Seth Ackerman sia at nyc.rr.com
Sun Apr 7 19:53:28 PDT 2002


Michael Pollak wrote:


> Without questioning the broader argument about political imagination, I
> would like to make two amendments to the argument about how and when our
> military strategy actually shifted.
>
> In the first place, local cold war politics probably played the biggest
> immediate role. The Soviet Union was the main backer of all of Israel's
> enemies. When Israel spectacularly kicked all their asses at once, this
> presented a golden opportunity in cold war terms to be on the other side
> of the Soviets and backing someone already proven to be a winner. In cold
> war terms, it seemed a no-brainer.

The US didn't like Soviet ties to the Arab states. But it equally disliked independent Arab nationalism. The fact that Arab nationalists were by definition anti-Zionist made Israel a natural ally in its fight against Nasserism - regardless of what the Soviets were doing in the background.
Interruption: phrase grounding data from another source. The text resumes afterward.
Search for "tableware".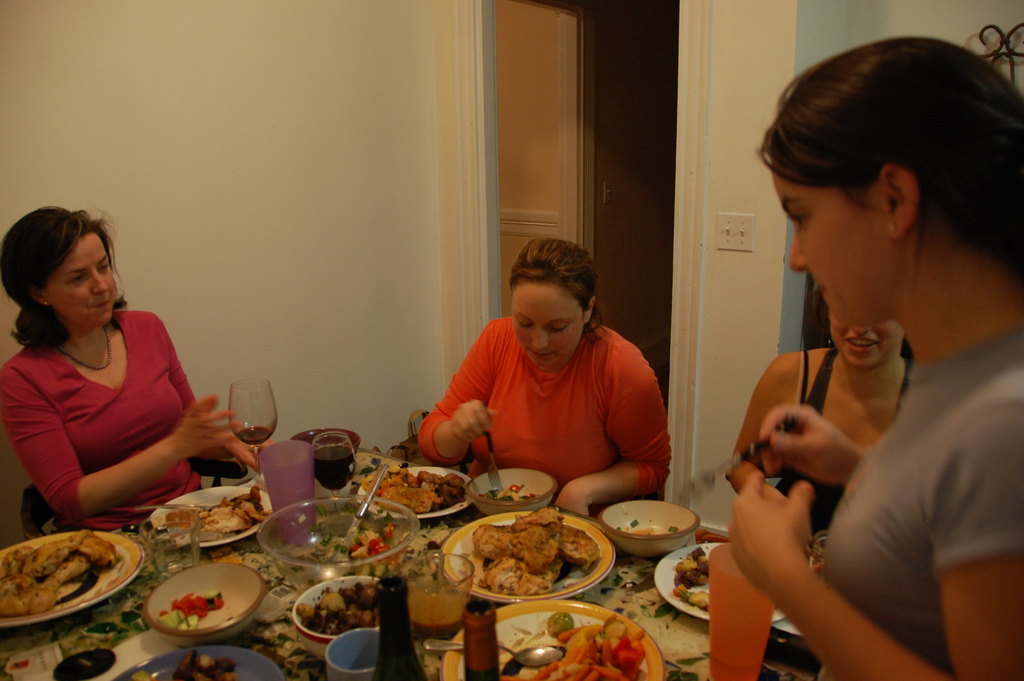
Found at 130:562:269:653.
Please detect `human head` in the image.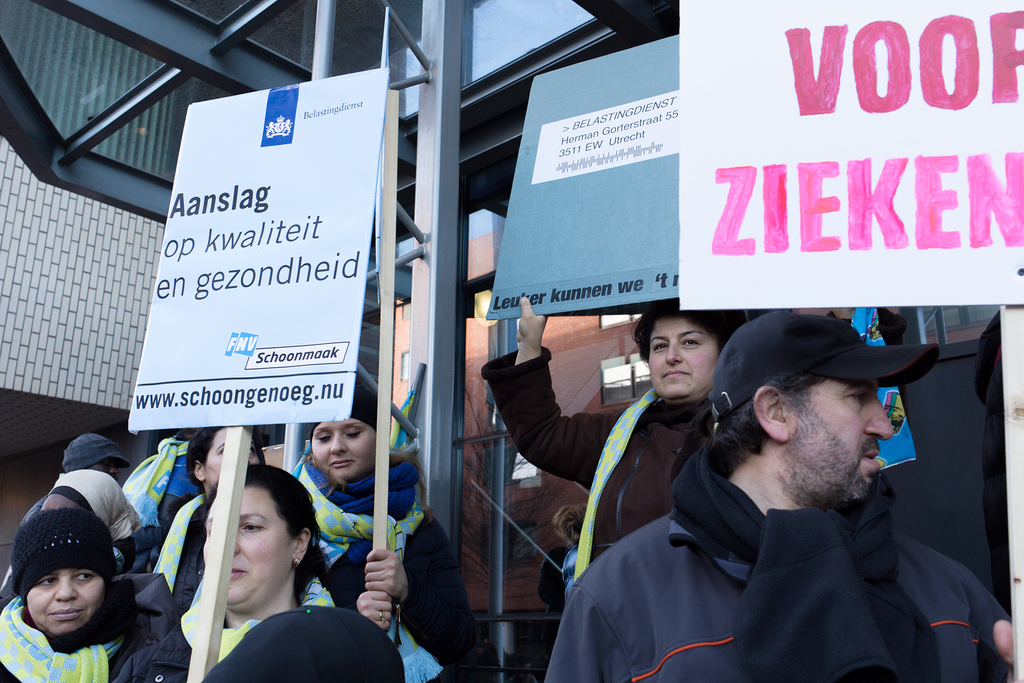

> And this is what gave birth
> to the strategy: to make general war in the middle east (which meant Arab
> Israel war) impossible by sealing peace between Israel and Egypt. And
> buying that peace with money. It wasn't a strategy against Egypt. It was
> rather a strategy of strong alliance with Egypt, of permanently splitting
> Egypt off from the other frontline states. And Sadat was more than open
> to this. He was almost soliciting.
>
> So the first real military aid in the sense of gift didn't come to Israel
> until the very midst of the 1973 war under the immediate impact of what
> looked at first like it could be a real loss on their part. The first
> monetary aid started in the aftermath of trying untangle it, just as Sadat
> had wanted. For retreating under the Sinai I and Sinai II treaties,
> Israel started getting 1.75 billion a year, (much which consisted of
> replacements promised in the heat of the war, which is what allowed it to
> throw in its reserves.) The whole approach was institutionalized in its
> final form in the Camp David accords in 1978, under which Israel started
> getting 3 billion a year.
>
> But in some ways, Camp David is a brilliant misdirection of attention. The
> real point was to give 2 billion a year to Egypt, as well as a liberal
> visa regime allowing them to earn another half a billion a year from
> overseas remittances from Egyptians in the states. (New York suddenly at
> that time became full of of Egyptian chicken places and taxis drivers.)
> For reasons of domestic politics that by then by then had taken a form now
> familiar (and which are I'm sure your broader analysis of our political
> imagination goes far to explain) it wasn't politically possible to give
> such a huge amount of money to Egypt without giving more to Israel. But
> that didn't harm the strategic plan.

This is a fine explanation of why the Camp David payments started. But it doesn't explain the more pertinent issue of US dipomatic support for Israel on the political issues of the Israeli-Palestinian conflict. Originally, the US supported a two-state solution along the 1967 borders. Then in 1971-1973, it abandoned that position. Since then the US position has vacillated between blocking all international pressure on Israel no matter what it does and actively supporting the Labor plan for a Palestinian Bantustan settlement. The US is in total international isolation on this issue. The desire to bribe Egypt to stay out of the Arab-Israeli conflict doesn't provide an explanation.

It may seem far-fetched in today's atmosphere, but there's nothing unrealistic about the idea of the US calling a Rambouillet-style conference with Israel, Egypt and the Palestinians, laying out a settlement and threatening to cut off aid / impose sanctions on anyone who says no. The question is why the US won't do this.